When i first read this
news headline, i thought it was
fiction, just like the
glowing rats in the
comedy movie
"Senseless" but I was wrong.
Glowing bunnies or rabbits are a
successful early step in a project aimed at engineering mammals that produce medicines
in their milk.
in their milk.
In normal light, the eight rabbits
all look the same—white, cute, and begging to be squeezed. But switch to black
light, and two stand out by brightly glowing green.
The rabbits were born last month at the
University of Istanbul as part of collaboration between universities in Turkey
and Hawaii. Sea jelly genes engineered into the bunnies’ genomes bestowed them
with their luminous abilities.
The glowing rabbits are certainly
not the first transgenic animals to light the night—researchers have already shown
off glowing dogs, monkeys, cats, and many other species, including rabbits.
The point of the flashy genetic engineering
is not to give pet store owners a new product to hawk, but rather to confirm
that the techniques researchers use to transfer genes into a genome are
working. And in many cases, the greater goal is to develop new ways to study or
treat disease.
As reported by The Guardian , the ultimate
goal of the Turkish and Hawaiian collaboration is to refine techniques that
could one day lead to animals capable of producing medicines in their milk.

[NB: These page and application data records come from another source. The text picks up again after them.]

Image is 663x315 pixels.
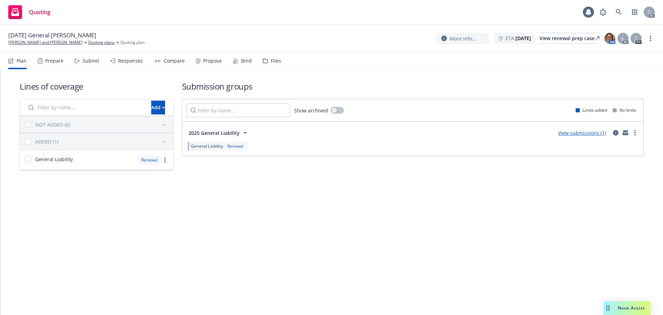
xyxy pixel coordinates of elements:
[631,128,639,137] a: more
[596,5,610,19] a: Report a Bug
[539,33,599,44] a: View renewal prep case
[613,107,636,113] div: No limits
[45,58,64,64] div: Prepare
[8,31,96,39] span: [DATE] General [PERSON_NAME]
[294,107,328,114] span: Show archived
[83,58,99,64] div: Submit
[271,58,281,64] div: Files
[646,34,655,42] a: more
[241,58,252,64] div: Bind
[191,143,223,149] span: General Liability
[35,121,70,128] div: NOT ADDED (0)
[226,143,245,149] div: Renewal
[20,80,174,92] h1: Lines of coverage
[618,305,645,310] span: Nova Assist
[203,58,222,64] div: Propose
[622,35,624,42] span: L
[516,35,531,41] strong: [DATE]
[88,39,115,46] a: Quoting plans
[120,39,145,46] span: Quoting plan
[29,9,50,15] span: Quoting
[189,129,240,136] span: 2025 General Liability
[186,126,251,140] button: 2025 General Liability
[182,80,644,92] h1: Submission groups
[151,100,165,114] button: Add
[621,128,630,137] a: mail
[35,136,169,147] button: ADDED (1)
[186,103,290,117] input: Filter by name...
[628,5,642,19] a: Switch app
[604,301,612,315] div: Drag to move
[604,33,615,44] img: photo
[612,5,626,19] a: Search
[24,100,147,114] input: Filter by name...
[164,58,185,64] div: Compare
[118,58,143,64] div: Responses
[35,155,73,163] span: General Liability
[6,2,53,22] a: Quoting
[151,101,165,114] div: Add
[604,301,651,315] button: Nova Assist
[17,58,27,64] div: Plan
[506,35,531,42] span: ETA :
[450,35,476,42] span: More info...
[576,107,607,113] div: Limits added
[161,156,169,164] a: more
[436,33,489,44] button: More info...
[138,155,161,164] div: Renewal
[35,119,169,130] button: NOT ADDED (0)
[612,128,620,137] a: circleInformation
[558,129,606,136] a: View submissions (1)
[8,39,83,46] a: [PERSON_NAME] and [PERSON_NAME]
[35,138,58,145] div: ADDED (1)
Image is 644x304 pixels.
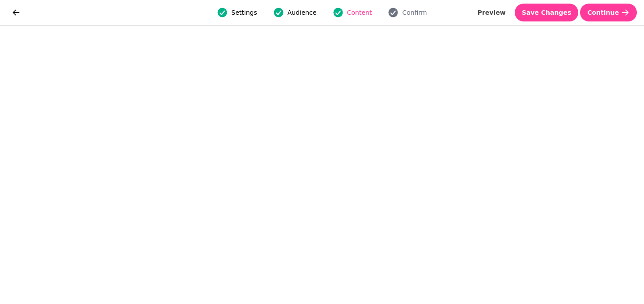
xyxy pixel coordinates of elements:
span: Save Changes [522,9,572,16]
span: Audience [288,8,317,17]
span: Content [347,8,372,17]
span: Confirm [402,8,427,17]
span: Continue [587,9,619,16]
button: Preview [471,4,513,22]
button: Continue [580,4,637,22]
span: Preview [478,9,506,16]
button: Save Changes [515,4,579,22]
span: Settings [231,8,257,17]
button: go back [7,4,25,22]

As
Stefan Moisyadi, a University of Hawaii researcher involved in the project told
The Guardian:
“The final goal is to develop
animals… to produce beneficial molecules in their milk that can be cheaply extracted,
especially in countries that cannot afford big pharma plants that make drugs,
that usually cost $1bn to build, and be able to produce their own protein-based
medication in animals.”
Other groups have already seen some success
with this idea, and in 2009, the FDA approved a drug that is purified from the
milk of a transgenic goat.
In a TV news interview, Moisyadi
also mentions the potential for biologic drugs, such as replacement
blood-clotting enzymes for people with hemophilia, to be produced more cheaply
in transgenic animals than they are today. Another cool idea in this space is
to develop transgenic goats to produce malaria vaccine in their milk. Last
year, researchers at Texas A&M University reported that they had indeed produced
such a goat ; the question remained whether her daughters would also be capable
of making the life-saving medication. If proven successful and safe, the idea
would be to take the goat’s offspring (or other goats like her) to developing
countries with malaria outbreaks as a hardy source of vaccine.